Does learning Argentine Tango (AT) really have anything to do making me a better plastic surgeon? I thought a lot about that question on my recent trip to Buenos Aires (my second tango pilgrimage.) Superficially, parallels between AT and plastic surgery are not hard to find. For one, AT above other partner dances has been shown to have therapeutic benefits, and plastic surgery measurably improves quality of life when done for the right reasons.
Both are often misunderstood; the image of tango in many people’s minds is the cartoonish head-snapping march seen in movies, and overdone cosmetic surgery is similarly a Hollywood cliché. But neither characterization gets at the essence of the art; there is something more meaningful here.
Four years in, I’m better prepared this time. I fell in love with tango, then with my teacher, and having a partner/mentor is a huge advantage. Our first day there, Sunday afternoon at the antiques market in San Telmo, we run in to El Indio, an old friend and well-known tanguero who puts on an outdoor show for charity. Before you know it, Michelle is part of the show. (She would bookend the trip by dancing with tango icon El Flaco Dany the last night; yup, she’s dialed in all right.)
But dancing with the locals at a milonga – the term for a social tango dance – is enough for me. I am again aware of how maddeningly difficult even the seemingly simple things are. Ah, there’s another connection: Plastic surgery and AT are arguably the most complex and demanding specialty in their respective domains. Argentine tango, the authentic form born in Buenos Aires more than a century ago, is mind-bogglingly intricate. And plastic surgery, along with neurosurgery and a few other specialties, requires the longest training of any field of medicine. Both require sustained effort and dedication to master. For that reason, each has a high threshold of entry; most mortals like me need more than a few months’ worth of lessons to muster the audacity to try AT in public, years to get any sense of confidence. As with plastic surgery, I am drawn not just to the beautiful complexity, but the challenge of distilling it into elegance.

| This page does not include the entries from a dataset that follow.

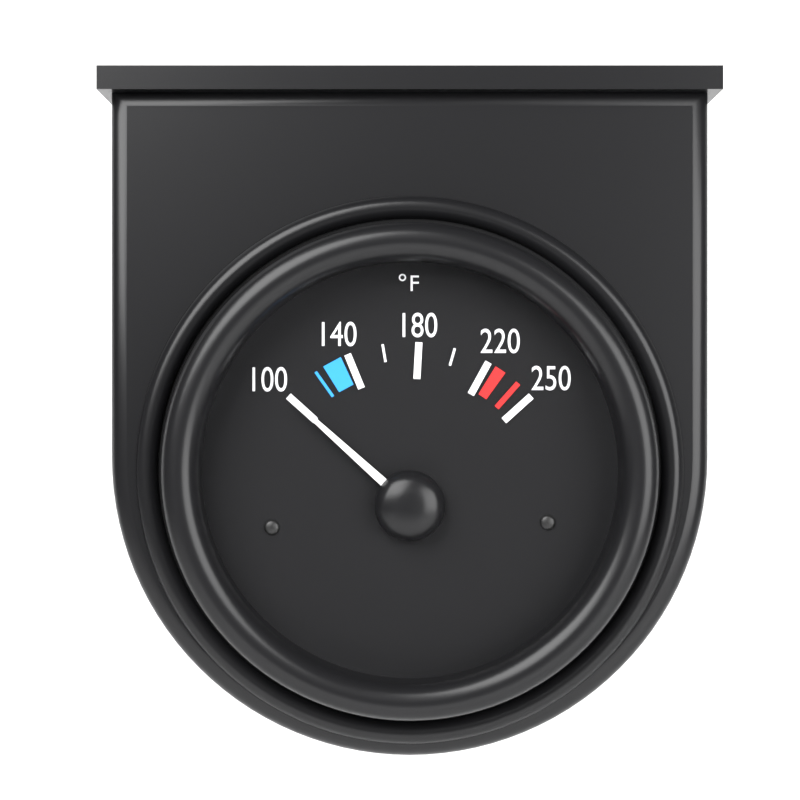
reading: 100 °F
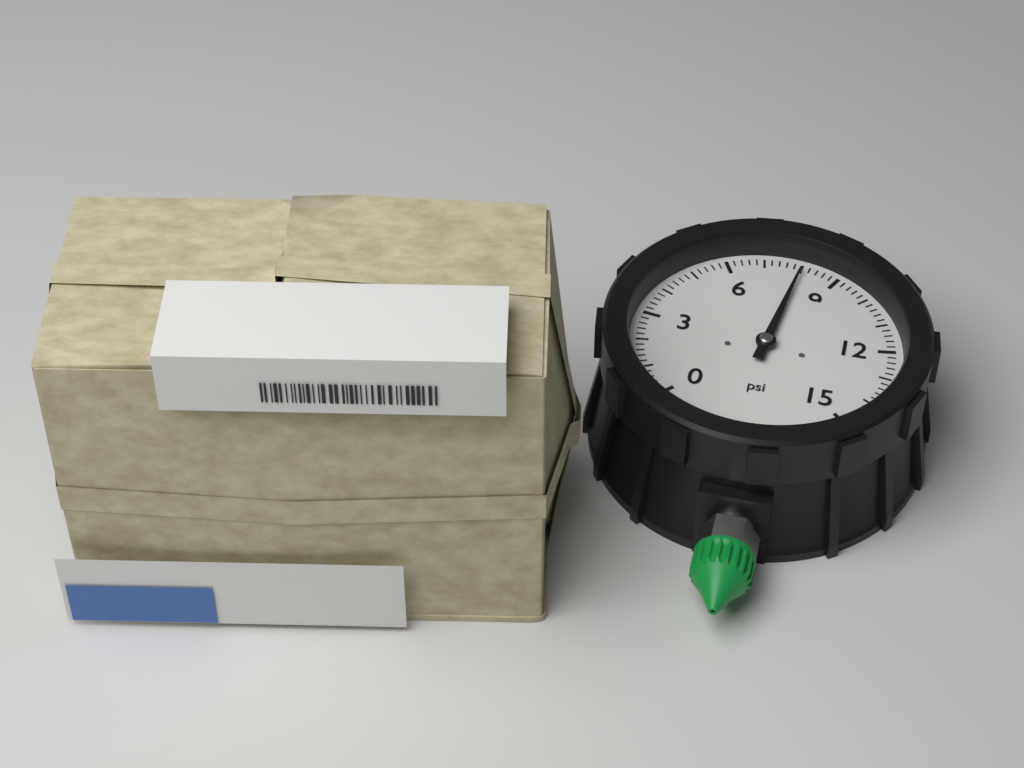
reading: 8.0 psi
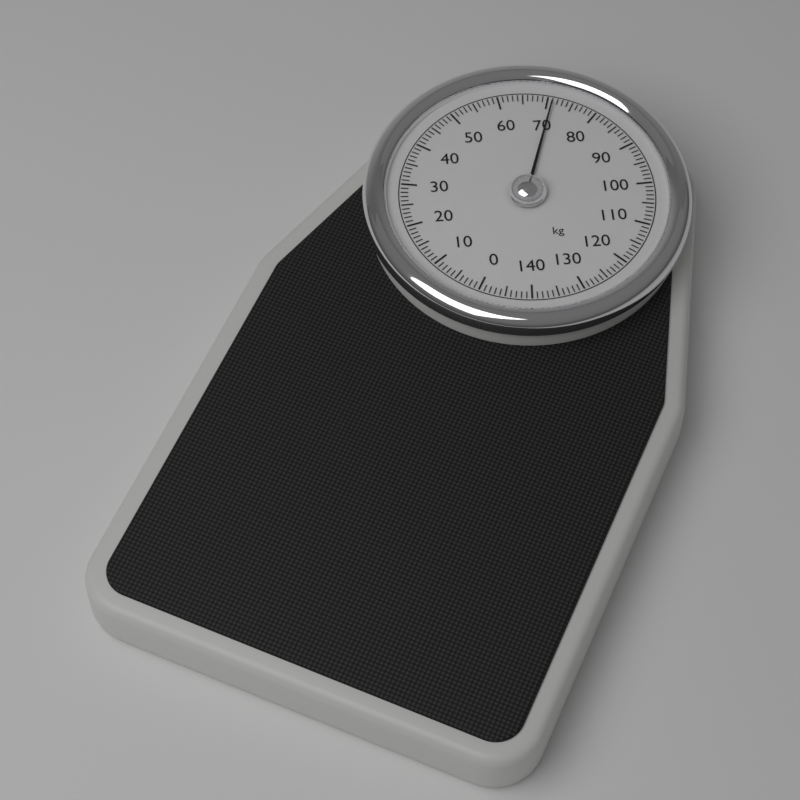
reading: 71 kg
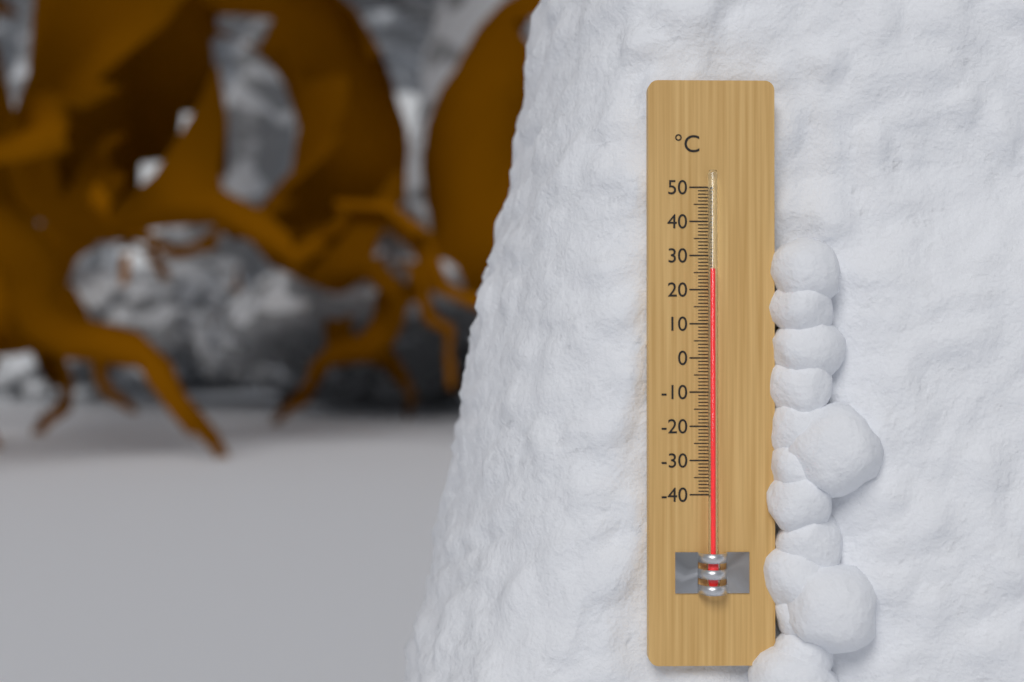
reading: 26 °C
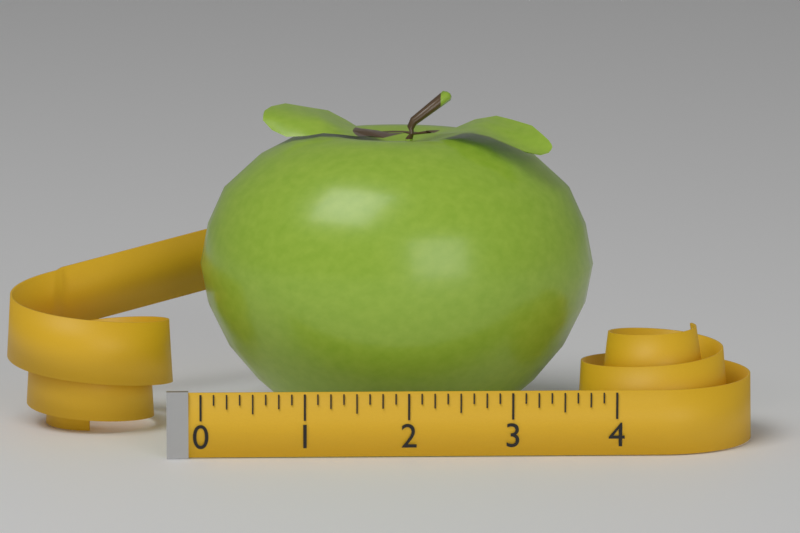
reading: 3.875 (no unit)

It’s clear that you have to be all in to get anywhere with this. One way to get a plastic surgeon’s hackles up is to show him an ad from the latest otolaryngologist proclaiming his expertise in breast augmentation after a weekend course. Likewise, seasoned tangueros can spot the faker in an instant. Both have legions of imitators and “wannabe’s” that lack the experience to know how much they don’t know. So my “anywhere, anytime” promise about dancing with Michelle turns into an impromptu tango on the moving sidewalk at the airport while we wait out a delay. All in.
Midway through our week in Buenos Aires, we serendipitously find live music from one of our favorite tango bands, Orquestra Tipica D’Arienzo, at the popular Salon Canning. The floor is claustrophobically crowded. Every move, no matter how well rehearsed, has to have the option of being scrubbed or redirected. Maybe this is another link: tango/plastic surgery can both be seen as platforms for creative problem solving within defined physical constraints and rules. In tango, it has to be done instantaneously on the fly; it’s the improvisational jazz of partner dancing. Plastic surgery is like the scene in Apollo 13 where they had to make a CO2 scrubber from incompatible systems using only parts already on board. Work with what you have and make the most out of it.
Admittedly, there is a degree of ego gratification that comes with this sort of accomplishment. Plastic surgeons are not known for having low self-esteem, and proficient AT dancers may similarly be legends in their own minds. That may be one reason why both AT teachers and plastic surgeons tend to carry their name as their own brand. There are few large schools of AT, and large group practices in plastic surgery are the exception. It is the individual reputation that carries the day.
There are important differences though; the most obvious difference between tango and plastic surgery is the consequence of errors. Goofing up a tango dance with someone you are trying to impress may leave emotional scars, but really there is no such thing as a perfect dance; no mistakes means too much constraint. In plastic surgery on the other hand, not much room for slipups.
In Buenos Aires, we just get home from a night on the town about the same time as surgeons usually get up. Fortunately, the flight home was without delays, so I am rested up and ready to give my full attention to my first love. (Don’t worry, plastic surgery, tango is still in bed; she’ll never know.)